Claim Missing Document
Check
Articles

Found 2 Documents
Search

Predicting Social Media Post Engagement and Virality Using Graph Neural Network Approaches and Content-Based Features Fathimah Az Zahrah; Riska Dhenabayu; Muhammad Fajar Wahyudi Rahman; Renny Sari Dewi; Zamabhungane Hadebe Aminah
Kinetik: Game Technology, Information System, Computer Network, Computing, Electronics, and Control Vol. 11, No. 3, August 2026 (Article in Progress)
Publisher : Universitas Muhammadiyah Malang

Show Abstract | Download Original | Original Source | Check in Google Scholar | DOI: 10.22219/kinetik.v11i3.2686

Abstract

Social media teams increasingly rely on early signals to prioritize content, yet forecasting engagement and identifying viral posts remain difficult under temporal drift and heavy-tailed interaction counts. This study evaluated Graph Neural Network (GNN) approaches for predicting post engagement and virality from pre-posting content-based and contextual features.
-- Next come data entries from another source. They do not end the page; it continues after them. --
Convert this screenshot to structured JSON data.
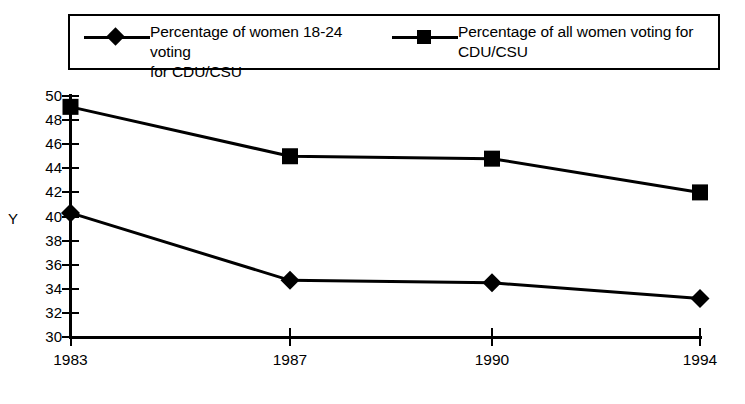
{
  "chart_data": {
    "type": "line",
    "title": "",
    "xlabel": "",
    "ylabel": "Y",
    "categories": [
      "1983",
      "1987",
      "1990",
      "1994"
    ],
    "ylim": [
      30,
      50
    ],
    "yticks": [
      30,
      32,
      34,
      36,
      38,
      40,
      42,
      44,
      46,
      48,
      50
    ],
    "ytick_labels": [
      "30",
      "32",
      "34",
      "36",
      "38",
      "40",
      "42",
      "44",
      "46",
      "48",
      "50"
    ],
    "grid": false,
    "legend_position": "top",
    "series": [
      {
        "name": "Percentage of women 18-24 voting for CDU/CSU",
        "legend_label": "Percentage of women 18-24 voting\nfor  CDU/CSU",
        "marker": "diamond",
        "color": "#000000",
        "values": [
          40.3,
          34.7,
          34.5,
          33.2
        ]
      },
      {
        "name": "Percentage of all women voting for CDU/CSU",
        "legend_label": "Percentage of all women voting for\nCDU/CSU",
        "marker": "square",
        "color": "#000000",
        "values": [
          49.1,
          45.0,
          44.8,
          42.0
        ]
      }
    ]
  },
  "legend": {
    "entries": [
      {
        "label": "Percentage of women 18-24 voting\nfor  CDU/CSU",
        "marker": "diamond"
      },
      {
        "label": "Percentage of all women voting for\nCDU/CSU",
        "marker": "square"
      }
    ]
  },
  "axes": {
    "y_axis_label": "Y",
    "x_tick_labels": [
      "1983",
      "1987",
      "1990",
      "1994"
    ],
    "y_tick_labels": [
      "50",
      "48",
      "46",
      "44",
      "42",
      "40",
      "38",
      "36",
      "34",
      "32",
      "30"
    ]
  }
}
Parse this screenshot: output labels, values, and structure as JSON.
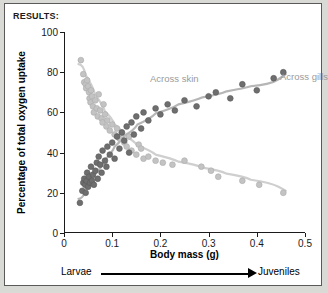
{
  "header": {
    "results_label": "RESULTS:"
  },
  "annotation": {
    "larvae": "Larvae",
    "juveniles": "Juveniles"
  },
  "colors": {
    "skin_marker": "#c3c3c3",
    "skin_line": "#cfcfcf",
    "gills_marker": "#6e6e6e",
    "gills_line": "#b6b6b6",
    "axis": "#1a1a1a",
    "label_gray": "#9a9a9a",
    "frame": "#5a5a5a",
    "page_background": "#d9d9d6"
  },
  "chart_data": {
    "type": "scatter",
    "title": "",
    "xlabel": "Body mass (g)",
    "ylabel": "Percentage of total oxygen uptake",
    "xlim": [
      0,
      0.5
    ],
    "ylim": [
      0,
      100
    ],
    "xticks": [
      0,
      0.1,
      0.2,
      0.3,
      0.4,
      0.5
    ],
    "xtick_labels": [
      "0",
      "0.1",
      "0.2",
      "0.3",
      "0.4",
      "0.5"
    ],
    "yticks": [
      0,
      20,
      40,
      60,
      80,
      100
    ],
    "ytick_labels": [
      "0",
      "20",
      "40",
      "60",
      "80",
      "100"
    ],
    "grid": false,
    "legend_position": "in-plot-annotations",
    "series": [
      {
        "name": "Across skin",
        "marker_color": "#c3c3c3",
        "line_color": "#cfcfcf",
        "trend": "decreasing",
        "points": [
          [
            0.035,
            86
          ],
          [
            0.04,
            79
          ],
          [
            0.042,
            75
          ],
          [
            0.045,
            74
          ],
          [
            0.046,
            72
          ],
          [
            0.048,
            76
          ],
          [
            0.05,
            73
          ],
          [
            0.052,
            70
          ],
          [
            0.053,
            67
          ],
          [
            0.055,
            65
          ],
          [
            0.056,
            71
          ],
          [
            0.058,
            68
          ],
          [
            0.06,
            63
          ],
          [
            0.062,
            60
          ],
          [
            0.065,
            66
          ],
          [
            0.068,
            62
          ],
          [
            0.07,
            58
          ],
          [
            0.072,
            69
          ],
          [
            0.075,
            61
          ],
          [
            0.078,
            57
          ],
          [
            0.08,
            55
          ],
          [
            0.082,
            64
          ],
          [
            0.085,
            59
          ],
          [
            0.088,
            53
          ],
          [
            0.09,
            56
          ],
          [
            0.095,
            51
          ],
          [
            0.1,
            54
          ],
          [
            0.105,
            49
          ],
          [
            0.11,
            52
          ],
          [
            0.115,
            47
          ],
          [
            0.12,
            50
          ],
          [
            0.125,
            45
          ],
          [
            0.13,
            43
          ],
          [
            0.135,
            48
          ],
          [
            0.14,
            41
          ],
          [
            0.15,
            39
          ],
          [
            0.155,
            44
          ],
          [
            0.16,
            42
          ],
          [
            0.165,
            37
          ],
          [
            0.175,
            38
          ],
          [
            0.19,
            36
          ],
          [
            0.205,
            35
          ],
          [
            0.225,
            34
          ],
          [
            0.25,
            36
          ],
          [
            0.285,
            33
          ],
          [
            0.305,
            31
          ],
          [
            0.32,
            28
          ],
          [
            0.37,
            26
          ],
          [
            0.405,
            24
          ],
          [
            0.455,
            20
          ]
        ],
        "curve": [
          [
            0.03,
            84
          ],
          [
            0.05,
            73
          ],
          [
            0.07,
            64
          ],
          [
            0.09,
            57
          ],
          [
            0.11,
            51
          ],
          [
            0.13,
            46
          ],
          [
            0.16,
            41
          ],
          [
            0.2,
            37
          ],
          [
            0.25,
            34
          ],
          [
            0.3,
            31
          ],
          [
            0.35,
            28
          ],
          [
            0.4,
            25
          ],
          [
            0.46,
            21
          ]
        ]
      },
      {
        "name": "Across gills",
        "marker_color": "#6e6e6e",
        "line_color": "#b6b6b6",
        "trend": "increasing",
        "points": [
          [
            0.033,
            15
          ],
          [
            0.038,
            21
          ],
          [
            0.04,
            25
          ],
          [
            0.042,
            27
          ],
          [
            0.044,
            24
          ],
          [
            0.045,
            20
          ],
          [
            0.047,
            26
          ],
          [
            0.048,
            30
          ],
          [
            0.05,
            23
          ],
          [
            0.052,
            28
          ],
          [
            0.054,
            25
          ],
          [
            0.056,
            33
          ],
          [
            0.058,
            26
          ],
          [
            0.06,
            29
          ],
          [
            0.062,
            24
          ],
          [
            0.065,
            31
          ],
          [
            0.068,
            35
          ],
          [
            0.07,
            27
          ],
          [
            0.072,
            38
          ],
          [
            0.075,
            34
          ],
          [
            0.078,
            30
          ],
          [
            0.08,
            41
          ],
          [
            0.085,
            36
          ],
          [
            0.088,
            33
          ],
          [
            0.09,
            43
          ],
          [
            0.095,
            39
          ],
          [
            0.1,
            45
          ],
          [
            0.105,
            37
          ],
          [
            0.11,
            48
          ],
          [
            0.115,
            42
          ],
          [
            0.12,
            50
          ],
          [
            0.125,
            46
          ],
          [
            0.13,
            53
          ],
          [
            0.135,
            40
          ],
          [
            0.14,
            55
          ],
          [
            0.145,
            49
          ],
          [
            0.15,
            58
          ],
          [
            0.16,
            52
          ],
          [
            0.165,
            60
          ],
          [
            0.175,
            56
          ],
          [
            0.19,
            62
          ],
          [
            0.2,
            59
          ],
          [
            0.215,
            64
          ],
          [
            0.23,
            61
          ],
          [
            0.25,
            66
          ],
          [
            0.275,
            63
          ],
          [
            0.3,
            68
          ],
          [
            0.315,
            70
          ],
          [
            0.345,
            67
          ],
          [
            0.37,
            74
          ],
          [
            0.4,
            71
          ],
          [
            0.435,
            77
          ],
          [
            0.455,
            80
          ]
        ],
        "curve": [
          [
            0.03,
            17
          ],
          [
            0.05,
            26
          ],
          [
            0.07,
            33
          ],
          [
            0.09,
            40
          ],
          [
            0.11,
            46
          ],
          [
            0.13,
            51
          ],
          [
            0.16,
            57
          ],
          [
            0.2,
            62
          ],
          [
            0.25,
            66
          ],
          [
            0.3,
            69
          ],
          [
            0.35,
            72
          ],
          [
            0.4,
            74
          ],
          [
            0.46,
            79
          ]
        ]
      }
    ]
  }
}
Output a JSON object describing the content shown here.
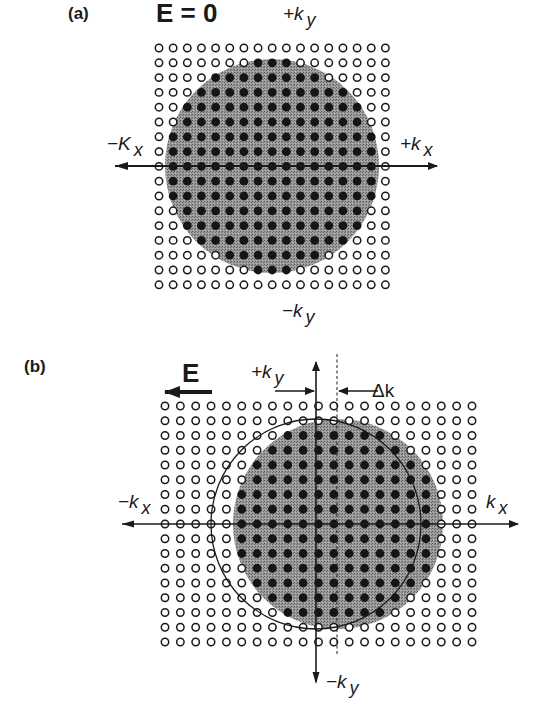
{
  "figure": {
    "panel_a": {
      "label": "(a)",
      "field_label": "E = 0",
      "axes": {
        "ky_pos": {
          "sign": "+k",
          "sub": "y"
        },
        "ky_neg": {
          "sign": "−k",
          "sub": "y"
        },
        "kx_pos": {
          "sign": "+k",
          "sub": "x"
        },
        "kx_neg": {
          "sign": "−K",
          "sub": "x"
        }
      },
      "grid": {
        "cols": 17,
        "rows": 17,
        "x0": 159,
        "y0": 48,
        "dx": 14.15,
        "dy": 14.8
      },
      "fermi_circle": {
        "cx": 272,
        "cy": 166,
        "r": 107,
        "fill": "#8a8a8a"
      }
    },
    "panel_b": {
      "label": "(b)",
      "field_label": "E",
      "shift_label": "Δk",
      "axes": {
        "ky_pos": {
          "sign": "+k",
          "sub": "y"
        },
        "ky_neg": {
          "sign": "−k",
          "sub": "y"
        },
        "kx_pos": {
          "sign": "k",
          "sub": "x"
        },
        "kx_neg": {
          "sign": "−k",
          "sub": "x"
        }
      },
      "grid": {
        "cols": 21,
        "rows": 17,
        "x0": 165,
        "y0": 406,
        "dx": 15.35,
        "dy": 14.75
      },
      "original_circle": {
        "cx": 316,
        "cy": 524,
        "r": 105
      },
      "shifted_circle": {
        "cx": 338,
        "cy": 524,
        "r": 105,
        "fill": "#8a8a8a"
      }
    },
    "colors": {
      "filled_state": "#1a1a1a",
      "empty_state": "#1a1a1a",
      "shading": "#8a8a8a",
      "background": "#ffffff"
    }
  }
}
The Social Media Engagement Report dataset, which contained 100,000 posts across Twitter, LinkedIn, Facebook, and Instagram spanning March 2021–March 2024, was used. Post-release variables (impressions, reach, engagement rate) were excluded to prevent leakage. A homogeneous post–post graph was constructed using k-nearest-neighbor similarity in an embedding space and exact-match links on low-cardinality context. Ridge/Logistic Regression, Random Forest, and XGBoost as the baselines were compared against GraphSAGE and GAT under a chronological train, validation, and test split. Regression used MAE, RMSE, and R2, while virality classification used ROC-AUC, PR-AUC, and Precision at the top 1% ranked posts. GraphSAGE yielded the strongest virality screening, achieving ROC-AUC = 0.66, PR-AUC = 0.54–0.56, and Precision@1% up to 0.75, substantially above non-graph baselines. For regression, GAT produced the lowest errors despite a negative R², indicating limited explained variance. Overall, similarity-graph GNNs are most effective for early virality identification, whereas exact count prediction remains challenging in a strictly pre-posting, time-aware setting.
Analysis of Cryptocurrency Investment Patterns Using Machine Learning Farrel Amri Naufal Sandio; Renny Sari Dewi
INOVTEK Polbeng - Seri Informatika Vol. 11 No. 2 (2026): May
Publisher : P3M Politeknik Negeri Bengkalis

Show Abstract | Download Original | Original Source | Check in Google Scholar | DOI: 10.35314/7ny29y07

Abstract

The rapid growth of cryptocurrency, particularly Bitcoin, has introduced high-return investment opportunities accompanied by extreme price volatility, posing challenges for accurate forecasting. Previous studies have applied various machine learning models for Bitcoin price prediction; however, limited attention has been given to how different training data horizons affect model performance and generalisation. This study addresses this gap by comparing three machine learning algorithms: Linear Regression (LR), XGBoost, and Long Short-Term Memory (LSTM). The analysis examines different training periods, with a primary focus on a 3-year training scenario. Historical Bitcoin data (1-minute intervals) from Kaggle was aggregated into daily observations and processed using strict chronological splitting (80:20) without data leakage. Feature engineering was applied using lag-based variables, moving averages, and volatility indicators, whilst LSTM utilised sequence windowing with 30–60 time steps. Empirical results from the 3-year training scenario show that LR and XGBoost achieve strong predictive performance (R² = 0.9757 and 0.9667), whilst LSTM performs moderately (R² = 0.72) with higher prediction errors. Additional exploratory experiments on shorter training horizons (e.g., 6 months) indicate a decline in performance across models, reflected in unstable generalisation and negative R² values on test data, suggesting overfitting. However, directional accuracy remains above 55% in the primary scenario. These findings suggest that model performance is sensitive to the length and stability of historical data. Whilst simpler models such as linear regression and tree-based methods demonstrate consistent performance in the evaluated setting, conclusions regarding model superiority should be interpreted within the scope of the experiment.